The revolution, however, is now upon us, and tomorrow sees the launch of Britain's (and Europe's) first country music radio station. Country 1035, which will formally begin broadcasting at 10.35am, will initially be heard only in Greater London (in the M25 area) but already there are talks about going national. The station's chief executive, John Wellington, is aiming for an audience of 600,000 in the capital, where research has revealed that country is the most neglected music format.

In America, however, where it is the fastest growing, it now accounts for 16.5 per cent of the record market. Even that well-known Arkansas saxophonist Bill Clinton is a fan and has sent a personal message of support to Country 1035.

Wellington says that country music today has moved 'way beyond the traditional 'Western' image' and has enormous appeal to people of all ages and types. So, attempting to put prejudices aside, I locked away my razor blades and listened to one of the test transmissions currently being broadcast.

It did not make cheerful listening.
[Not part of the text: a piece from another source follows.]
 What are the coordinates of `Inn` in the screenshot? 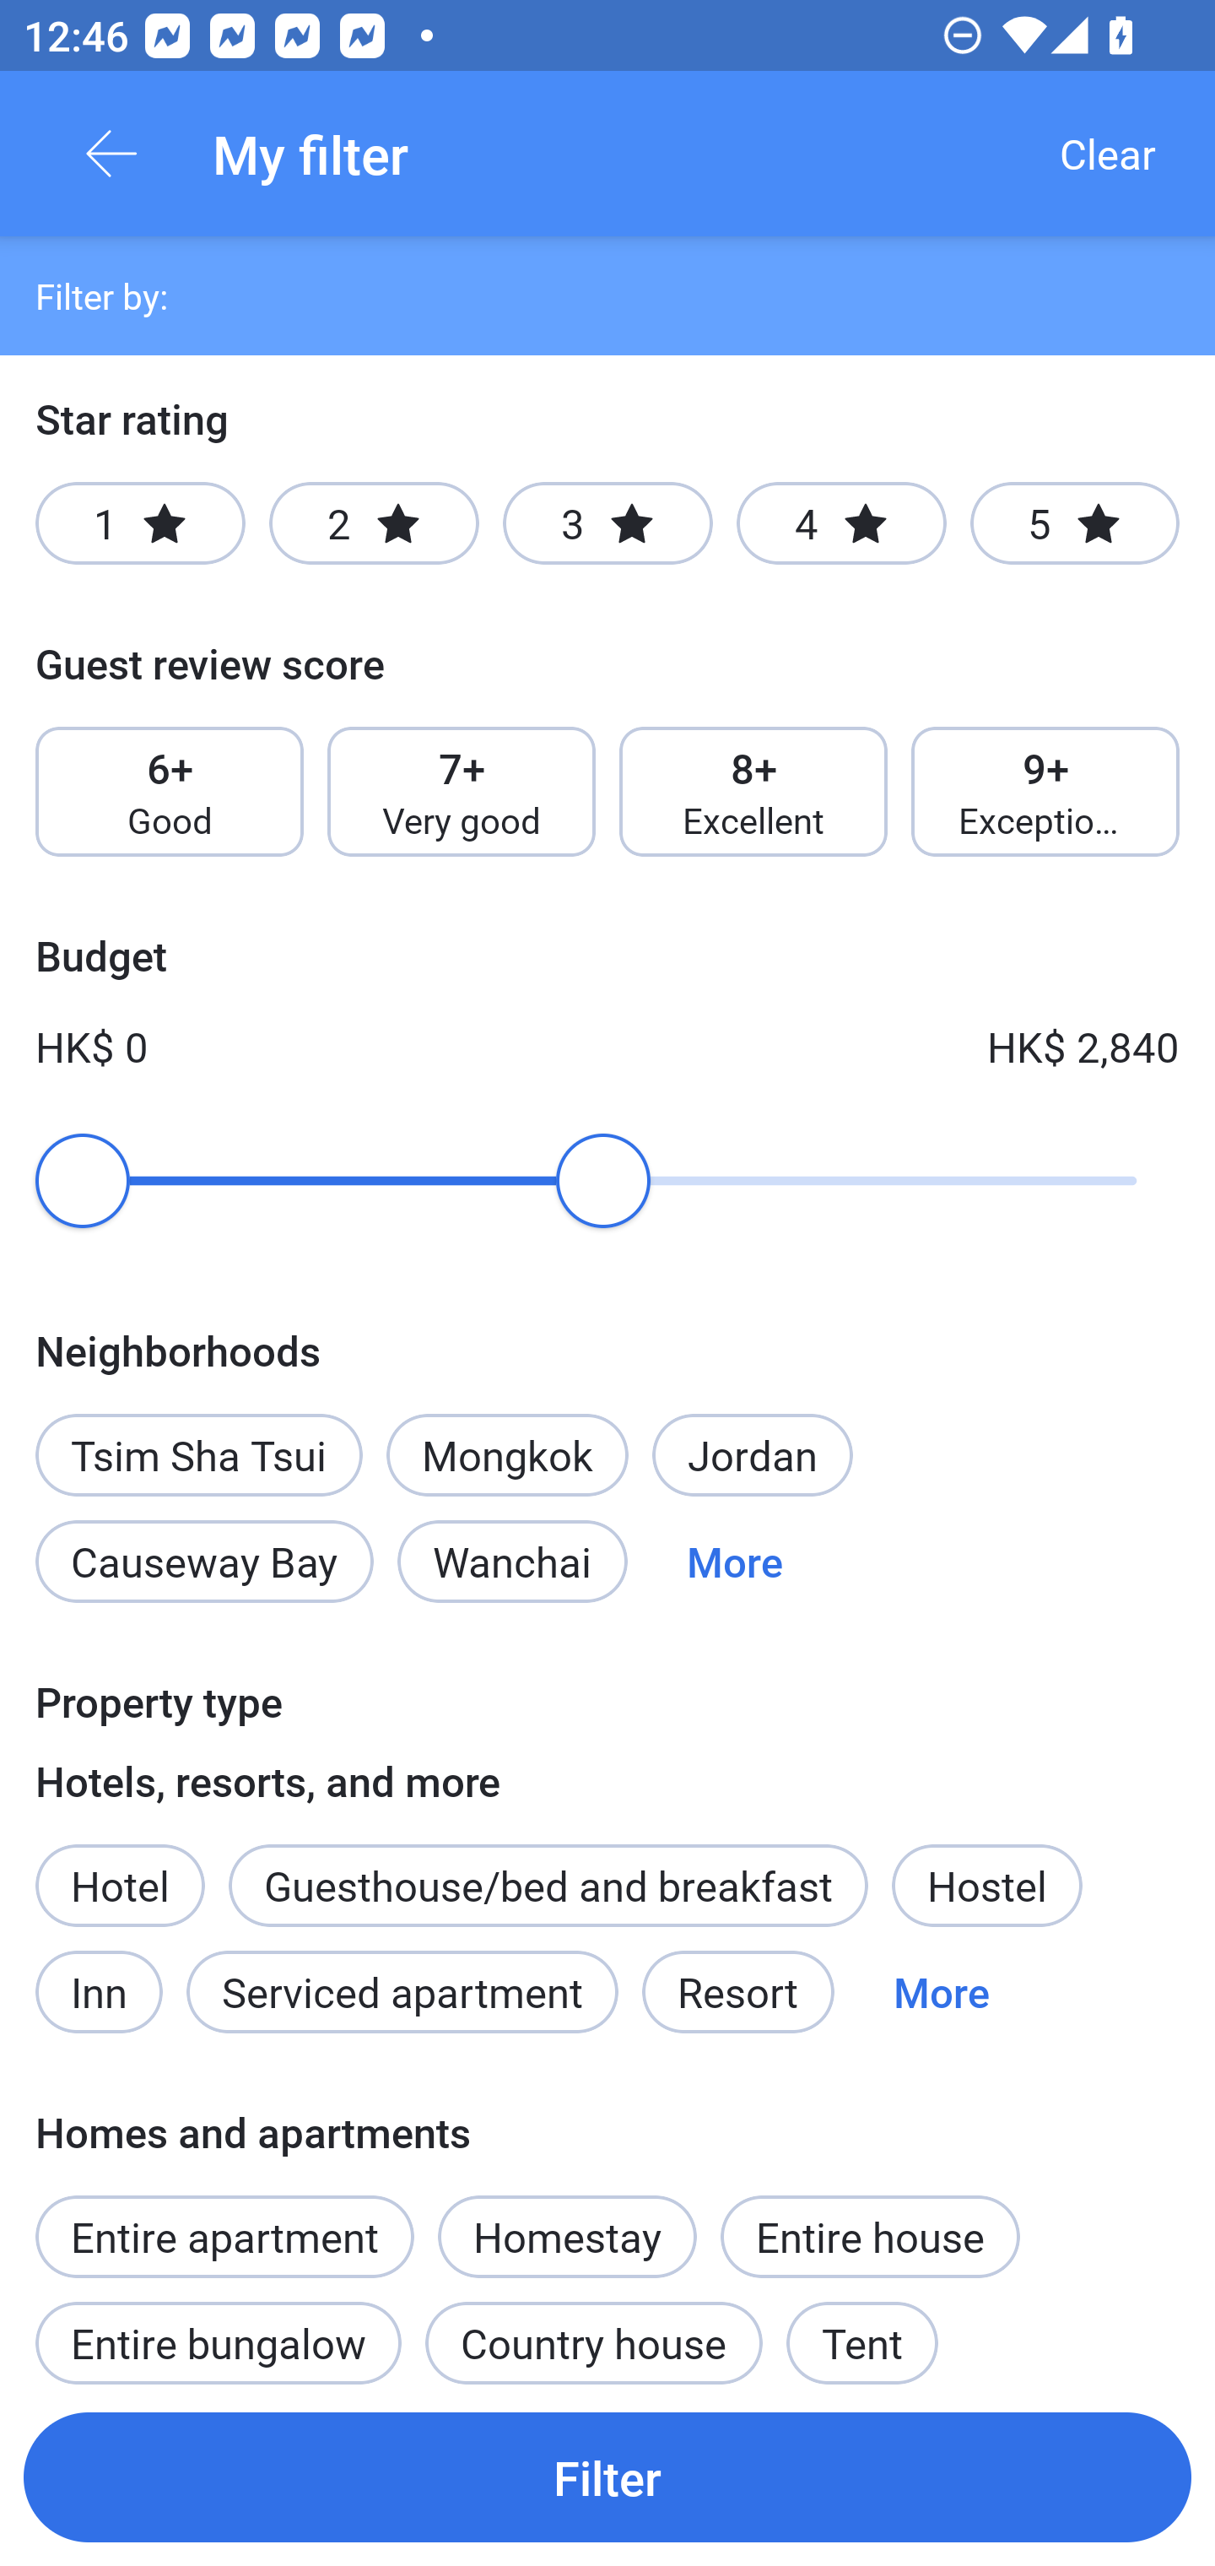 It's located at (103, 1993).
First there was a man whingeing on about a woman he'd lost. 'I hear she's really doing well now,' he droned, 'I hear she's picked herself up off the ground.' Sorry to be pedantic, sonny, but how did she get to the ground in the first place? Probably because you pushed her there. Next came a woman: 'I take my chances every chance I get.' Sadly, there wasn't much evidence for this in the song, which told only how she watched CNN and smoked cigarettes.

The men are certainly the least happy. One claimed that 'lonesome feelings got a hold on me', when he set to thinking about who his woman was with (very big on wondering who their women are with, are the men). 'Bound to start thinkin', bound to start drinkin',' he sang - clearly already making excuses for the fact that he's going to get drunk and beat her up when she finally does get home. The man who followed him wasn't much chirpier: 'Love can mess with your mind/Love can stop on a dime,' was his experience. Philosophers they ain't.
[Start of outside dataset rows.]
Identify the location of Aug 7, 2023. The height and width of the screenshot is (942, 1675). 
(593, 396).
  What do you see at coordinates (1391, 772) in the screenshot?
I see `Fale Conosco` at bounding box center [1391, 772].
The male singers seem to outnumber the women by three to one and tell the women how they should run their lives. 'Don't let your babies grow up to be cowboys,' sang one. And why not? 'Cowboys like smoky old pool rooms.' His advice was simple: 'Make 'em be doctors and lawyers and such.'

If this is typical of the station's output, surely it will be nothing new: just the same old self-indulgent dirges, romanticising pain and misery, and carrying the message that we really should feel sorry for men because they can't help being such monsters, poor darlings.

For those unconvinced by such dubious joys, Country 1035 will also provide 'country- influenced rock 'n' roll', which means the likes of Buddy Holly and the Everly Brothers can be slipped into the schedule. In an attempt to widen the audience still further, it will also feature singers 'who have been influenced by traditional country artists and whose music reflects that influence' - the Eagles, Dire Straits and Elvis Costello.

It sounds like a very large sprat to catch an unappealing mackerel. These stars may have been influenced by country music, but they are hardly representative of it.

Wellington disagrees and says this is a genuine means of attracting new enthusiasts. 'Many people are first attracted to country without realising it,' he says. 'They'll hear something from artists such as Elvis Costello or Mark Knopfler, who have been heavily influenced by country in the past, and are now recording their own country songs.'

Wellington believes the interest in country music will be like the surge in popularity for opera at the end of the Eighties: 'More and more people are looking for something new. Johnny Cash is now appealing to the 16-30 age group; country is really opening up.' Whether it will have the energy to open up the coffins of the people it's sent to an early grave remains to be seen.